International prize highlights new efforts for better hearing

Professor Graeme Clark (second from left) with colleagues Drs Chyrisse Heine (left) and Antonio Paolini (right) and cochlear implant recipient Rebecca French (second from right).
One of the world’s major scientific prizes – the Otto Schmitt Award for exceptional contributions to advancements in medical and biological engineering – has been awarded to La Trobe University’s Distinguished Professor Graeme Clark.
The award is made every three years by the International Federation for Medical and Biological Engineering which represents research organisations from more than 50 countries.
It was presented to Professor Clark at the opening session of the World Congress on Medical Physics and Biomedical Engineering in Munich, Germany on 8 September.

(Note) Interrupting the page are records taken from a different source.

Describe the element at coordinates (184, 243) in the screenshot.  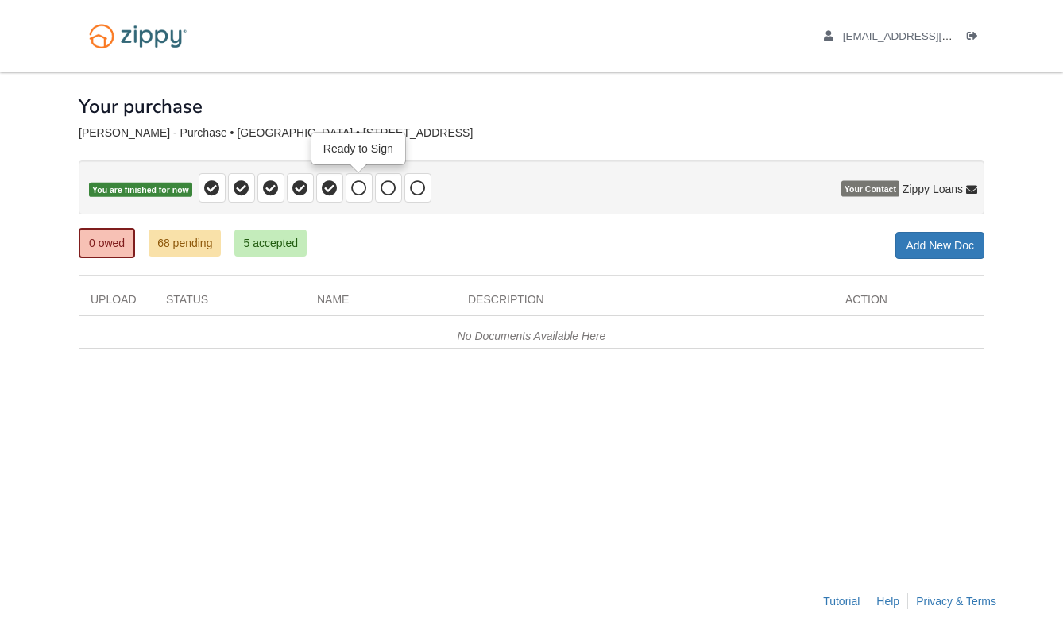
I see `a: 68 pending` at that location.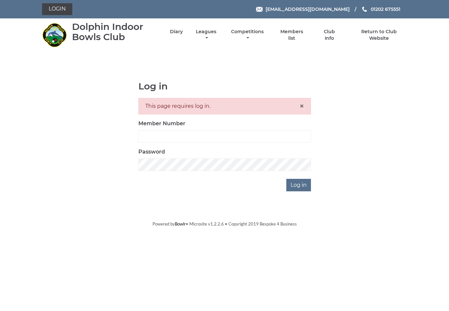 Image resolution: width=449 pixels, height=311 pixels. Describe the element at coordinates (298, 185) in the screenshot. I see `input: Log in` at that location.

Appointed to La Trobe University late last year, the pioneer of cochlear implant research now heads La Trobe’s Graeme Clark Centre for Bionic Ear and NeuroSensory Research.
The Centre is located on the University’s main Melbourne campus at Bundoora. From here Professor Clark and the La Trobe team are spearheading the development of the next generation of high-fidelity bionic ear. The aim is to substantially enhance the audio quality of cochlear implants to a point where it may even be possible to achieve excellent musical appreciation.

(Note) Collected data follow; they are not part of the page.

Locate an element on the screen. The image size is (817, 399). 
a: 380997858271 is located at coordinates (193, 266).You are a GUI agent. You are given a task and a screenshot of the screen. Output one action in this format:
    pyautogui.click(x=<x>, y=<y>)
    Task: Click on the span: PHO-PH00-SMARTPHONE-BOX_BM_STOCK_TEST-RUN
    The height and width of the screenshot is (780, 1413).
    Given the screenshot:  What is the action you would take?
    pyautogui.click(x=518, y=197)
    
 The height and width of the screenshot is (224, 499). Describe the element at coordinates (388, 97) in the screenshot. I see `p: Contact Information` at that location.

In his acceptance speech ‘The Multichannel Cochlear Implant-Past, Present and Future’ Professor Clark recognised the contributions made first at the University of Sydney, then the University of Melbourne and Eye and Ear Hospital, then by Cochlear Limited, and then through the creation of the Bionic Ear Institute.
The Australian-developed bionic ear has already captured some 70 per cent of the world market where more than 120,000 cochlear implants have been performed in 100 countries over the past twenty years. Professor Clark highlighted how the success of the bionic ear resulted from multi-institutional and wideranging interdisciplinary research – in neurophysiology, neurobiology, biophysics, bioengineering, electrical engineering, surgery, psychophysics, speech science, and audiology.

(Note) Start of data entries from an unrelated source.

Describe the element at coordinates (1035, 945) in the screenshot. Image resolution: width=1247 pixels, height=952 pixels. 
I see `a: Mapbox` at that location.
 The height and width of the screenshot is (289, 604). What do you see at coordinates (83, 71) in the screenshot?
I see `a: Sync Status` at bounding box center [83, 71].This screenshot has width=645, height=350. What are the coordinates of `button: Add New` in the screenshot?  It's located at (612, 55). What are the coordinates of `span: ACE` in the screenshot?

‘The research has helped show how the brain codes simple and complex speech sounds, how bilateral stimulation gives more directional sound, and how speech and language develop in young children.’
He said his Centre will expand existing techniques to include recordings from hundreds of brain cells simultaneously, and incorporate these advances in new biomaterials.
‘Research is now being undertaken at La Trobe University to see how to produce the fine temporo-spatial patterns of nerve responses for high fidelity hearing, musical appreciation and hearing in noise, as well as the relation between spoken language and Sign Language of the Deaf.’
Professor Clark’s team is also examining how deafness and sensory deficits affect brain development, especially for language.
He believes the trinity of early diagnosis, hearing aids or cochlear implants, and auditory verbal education will help many more children to achieve their true potential.
Dr Otto H. Schmitt, after whom the award is named, was a German scientist, who pioneered ‘Biomimetics’ which uses electronics to mimic nature, seen in Professor Clark’s mimicking brain function in the development of the Bionic ear.
Schmitt’s work led to the ‘Schmitt Trigger’, a positive feedback measuring circuit that generates a two state output – above or below a certain threshold – and is now used extensively in a wide range of applications. It was fundamental to Professor Clark’s important neurophysiological research to show that a multi-channel implant would be the only way to code speech with electrical stimulation.